Last season, the 17-year-old centerfielder's right shoulder started hurting.

"It sucked," she said. "It was so painful. There were days I couldn't lift my arm high enough to throw anything."

Her doctor told her to take the year off. Fisher refused. Two cortisone shots and a number of physical therapy sessions later, the pain only got worse. Another doctor told her that overusing her arm had torn her rotator cuff and labrum.

For many teen athletes, like Fisher, summer is no vacation. It's the time they step up their training with traveling teams, overnight sports camps and practice twice a day.

No wonder, doctors say, they are seeing a substantial growth in overuse injuries, raising questions about how hard parents, coaches and young athletes themselves are pushing bodies that aren't ready for such stress. Muscle, bones, tendons and ligaments in teens are being stressed beyond their physical limits.

"It's an epidemic to me," said Dr. Sally Harris of Palo Alto Medical Foundation's sports medicine department. "The training for kids is more and more intense."

This past summer, she saw nearly twice as many overuse injuries in teenagers than the previous summer - or even the recent school year, she said.

Overuse injuries account for nearly half of all sports injuries in teens, according to Safe Kids Worldwide, an organization dedicated to preventing accidental childhood injury.

These young athletes are not sleeping till noon, watching daytime television and gorging on junk food.

"The concept is seen as utter weakness," said Dr. Scott Hoffinger, an orthopedic surgeon at Children's Hospital and Research Center in Oakland, Calif. "It's like the Marines. But you're not storming beaches of Normandy. You don't need to be bloody and dragging along."

A decade ago, overuse injuries were an adults-only problem, Harris said. Now damage and inflammation caused by repetitious motion - such as a swimming stroke - are now common among younger athletes.

Girls going through puberty are especially at risk, as their legs and hips begin to change, Harris said.

And some injuries are unique to teens.

Harris said she treats stress fractures of the spine - an uncommon injury she had previously seen only once a month - at least twice a week this summer. High-impact sports twist and hyperextend the spine.

Damage can usually heal in a month or two. But untreated, like other high-impact injuries, Harris said, such stress fractures can lead to a slipped disc or damaged nerves.

Who's to blame? Parents, coaches and athletes all play a part.

Hoffinger recalled a mother who broke down crying when she was told her baseball-playing son wouldn't be able to pitch for a year.

"Sports are everything to us - that's the pronoun she used," Hoffinger said.

Some coaches believe young athletes can play in pain like professional athletes do, doctors said. But while it's OK for adults to push through discomfort, like tennis elbow, it's detrimental to growing teens.

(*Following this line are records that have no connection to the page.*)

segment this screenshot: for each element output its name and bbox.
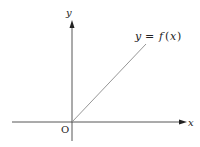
function-graph-diagram: x y O y = f ( x ): [0, 0, 200, 147]
x-axis-arrow-icon: [179, 120, 187, 125]
y-axis-arrow-icon: [70, 20, 75, 28]
curve-label: y = f ( x ): [134, 30, 181, 43]
function-curve: [72, 44, 146, 122]
curve-label-f: f: [158, 30, 165, 43]
x-axis-label: x: [188, 117, 194, 128]
curve-label-x: x: [170, 30, 177, 43]
curve-label-open-paren: (: [165, 30, 169, 43]
y-axis-label: y: [65, 7, 72, 18]
curve-label-equals: =: [145, 30, 154, 43]
origin-label: O: [61, 124, 69, 135]
curve-label-y: y: [134, 30, 142, 43]
curve-label-close-paren: ): [177, 30, 181, 43]
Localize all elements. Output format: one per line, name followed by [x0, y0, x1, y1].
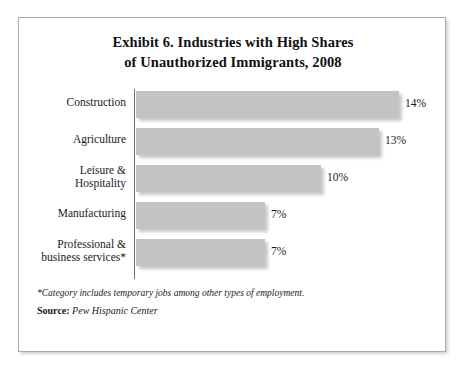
table-row: Manufacturing 7%: [19, 200, 447, 237]
bar-value-construction: 14%: [405, 97, 426, 110]
chart-footnote: *Category includes temporary jobs among …: [37, 287, 429, 300]
table-row: Construction 14%: [19, 89, 447, 126]
bar-value-professional-business-services: 7%: [271, 245, 286, 258]
bar-category-label-agriculture: Agriculture: [0, 126, 126, 146]
bar-fill-agriculture: [136, 128, 379, 155]
bar-manufacturing: [136, 202, 265, 229]
bar-agriculture: [136, 128, 379, 155]
table-row: Agriculture 13%: [19, 126, 447, 163]
bar-category-label-professional-business-services: Professional & business services*: [0, 237, 126, 264]
bar-construction: [136, 91, 399, 118]
bar-fill-construction: [136, 91, 399, 118]
bar-professional-business-services: [136, 239, 265, 266]
bar-fill-manufacturing: [136, 202, 265, 229]
chart-source-label: Source:: [37, 305, 70, 316]
chart-title: Exhibit 6. Industries with High Shares o…: [19, 32, 447, 72]
bar-fill-professional-business-services: [136, 239, 265, 266]
bar-leisure-hospitality: [136, 165, 321, 192]
chart-title-line-1: Exhibit 6. Industries with High Shares: [19, 32, 447, 52]
bar-value-manufacturing: 7%: [271, 208, 286, 221]
bar-category-label-leisure-hospitality: Leisure & Hospitality: [0, 163, 126, 190]
bar-fill-leisure-hospitality: [136, 165, 321, 192]
bar-chart-plot-area: Construction 14% Agriculture 13% Leisure…: [19, 89, 447, 281]
table-row: Professional & business services* 7%: [19, 237, 447, 274]
bar-value-leisure-hospitality: 10%: [327, 171, 348, 184]
bar-category-label-construction: Construction: [0, 89, 126, 109]
chart-source: Source: Pew Hispanic Center: [37, 304, 429, 317]
exhibit-frame: Exhibit 6. Industries with High Shares o…: [18, 17, 446, 352]
table-row: Leisure & Hospitality 10%: [19, 163, 447, 200]
bar-value-agriculture: 13%: [385, 134, 406, 147]
bar-category-label-manufacturing: Manufacturing: [0, 200, 126, 220]
chart-title-line-2: of Unauthorized Immigrants, 2008: [19, 52, 447, 72]
chart-source-value: Pew Hispanic Center: [72, 305, 158, 316]
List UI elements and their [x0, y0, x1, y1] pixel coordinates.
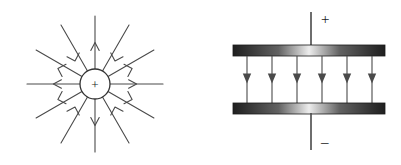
- bottom-plate: [233, 103, 385, 114]
- negative-terminal-label: –: [320, 134, 329, 150]
- top-plate: [233, 45, 385, 56]
- point-charge-sign: +: [91, 77, 98, 92]
- figure-root: + +: [0, 0, 401, 165]
- positive-terminal-label: +: [321, 11, 329, 27]
- electric-field-figure: + +: [0, 0, 401, 165]
- figure-background: [0, 0, 401, 165]
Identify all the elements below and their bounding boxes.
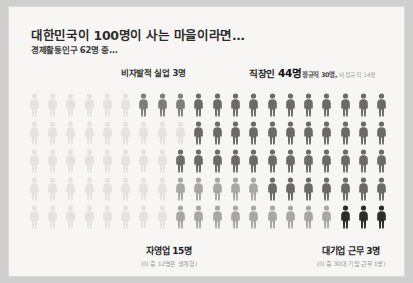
person-icon-self-employed [212, 177, 223, 201]
person-icon-salaried [230, 121, 241, 145]
person-icon-inactive [138, 177, 149, 201]
label-big-corp-note: (이 중 30대 기업 근무 1명) [297, 259, 405, 268]
person-icon-self-employed [212, 205, 223, 229]
person-icon-salaried [230, 149, 241, 173]
person-icon-inactive [65, 205, 76, 229]
person-icon-salaried [376, 149, 387, 173]
person-icon-inactive [102, 149, 113, 173]
person-icon-inactive [65, 149, 76, 173]
person-icon-inactive [157, 205, 168, 229]
person-icon-salaried [193, 121, 204, 145]
person-icon-self-employed [303, 205, 314, 229]
person-icon-salaried [340, 149, 351, 173]
person-icon-inactive [157, 121, 168, 145]
person-icon-inactive [65, 121, 76, 145]
person-icon-salaried [340, 93, 351, 117]
person-icon-self-employed [230, 205, 241, 229]
person-icon-inactive [65, 93, 76, 117]
person-icon-salaried [376, 121, 387, 145]
person-icon-salaried [358, 93, 369, 117]
person-icon-salaried [358, 121, 369, 145]
person-icon-salaried [321, 121, 332, 145]
person-icon-inactive [47, 93, 58, 117]
person-icon-inactive [84, 121, 95, 145]
person-icon-salaried [285, 121, 296, 145]
person-icon-inactive [120, 177, 131, 201]
person-icon-unemployed [175, 93, 186, 117]
person-icon-inactive [47, 149, 58, 173]
person-icon-inactive [102, 177, 113, 201]
person-icon-salaried [303, 93, 314, 117]
person-icon-inactive [175, 121, 186, 145]
person-icon-inactive [29, 177, 40, 201]
label-salaried-prefix: 직장인 [249, 68, 278, 79]
person-icon-inactive [157, 177, 168, 201]
page-subtitle: 경제활동인구 62명 중… [31, 43, 117, 55]
person-icon-salaried [267, 177, 278, 201]
person-icon-salaried [340, 121, 351, 145]
label-salaried-worker: 직장인 44명정규직 30명, 비정규직 14명 [249, 65, 376, 80]
person-icon-inactive [120, 121, 131, 145]
person-icon-big-corp [376, 205, 387, 229]
person-icon-inactive [120, 205, 131, 229]
person-icon-inactive [138, 121, 149, 145]
label-self-employed-note: (이 중 12명은 생계형) [49, 259, 289, 268]
person-icon-self-employed [248, 177, 259, 201]
label-regular-count: 정규직 30명, [302, 71, 337, 79]
label-big-corp: 대기업 근무 3명 (이 중 30대 기업 근무 1명) [297, 239, 405, 268]
person-icon-salaried [175, 149, 186, 173]
person-icon-inactive [29, 93, 40, 117]
person-icon-salaried [248, 93, 259, 117]
person-icon-inactive [65, 177, 76, 201]
person-icon-salaried [267, 149, 278, 173]
person-icon-salaried [285, 177, 296, 201]
person-icon-inactive [84, 177, 95, 201]
person-icon-inactive [120, 149, 131, 173]
person-icon-inactive [84, 93, 95, 117]
person-icon-inactive [138, 205, 149, 229]
person-icon-unemployed [157, 93, 168, 117]
person-icon-self-employed [248, 205, 259, 229]
person-icon-self-employed [175, 205, 186, 229]
label-salaried-count: 44명 [278, 67, 302, 79]
person-icon-inactive [157, 149, 168, 173]
person-icon-inactive [102, 205, 113, 229]
person-icon-salaried [230, 93, 241, 117]
page-title: 대한민국이 100명이 사는 마을이라면… [31, 25, 244, 44]
person-icon-salaried [376, 93, 387, 117]
person-icon-self-employed [230, 177, 241, 201]
person-icon-self-employed [285, 205, 296, 229]
label-self-employed: 자영업 15명 (이 중 12명은 생계형) [49, 239, 289, 268]
person-icon-inactive [29, 205, 40, 229]
person-icon-salaried [212, 121, 223, 145]
label-irregular-count: 비정규직 14명 [337, 71, 376, 78]
person-icon-salaried [212, 93, 223, 117]
person-icon-inactive [84, 149, 95, 173]
person-icon-self-employed [175, 177, 186, 201]
person-icon-big-corp [340, 205, 351, 229]
person-icon-self-employed [193, 205, 204, 229]
person-icon-big-corp [358, 205, 369, 229]
person-icon-salaried [248, 149, 259, 173]
person-icon-salaried [212, 149, 223, 173]
person-icon-self-employed [267, 205, 278, 229]
person-icon-self-employed [193, 177, 204, 201]
label-self-employed-text: 자영업 15명 [146, 246, 192, 256]
person-icon-salaried [321, 93, 332, 117]
person-icon-inactive [47, 121, 58, 145]
person-icon-salaried [285, 93, 296, 117]
infographic-card: 대한민국이 100명이 사는 마을이라면… 경제활동인구 62명 중… 비자발적… [8, 6, 405, 277]
person-icon-inactive [84, 205, 95, 229]
person-icon-salaried [303, 177, 314, 201]
person-icon-inactive [102, 93, 113, 117]
person-icon-salaried [358, 177, 369, 201]
person-icon-inactive [47, 205, 58, 229]
person-icon-unemployed [138, 93, 149, 117]
person-icon-inactive [120, 93, 131, 117]
label-involuntary-unemployed: 비자발적 실업 3명 [121, 66, 186, 78]
person-icon-salaried [376, 177, 387, 201]
person-icon-salaried [340, 177, 351, 201]
person-icon-salaried [193, 93, 204, 117]
person-icon-inactive [47, 177, 58, 201]
person-icon-salaried [358, 149, 369, 173]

"It's hard to tell people to cut back," Harris said. "It's not what they want to hear. They want the problem fixed quickly without affecting participation."

Harris said she has a hard time convincing families to skip summer sports camps before a minor injury turns into something more permanent.

"It seems like common sense, but athletes and parents lose perspective when they're wrapped up in it and put money out for it," Harris said. "It's hard to sit back and say it doesn't matter if my kid can't do a camp for one week."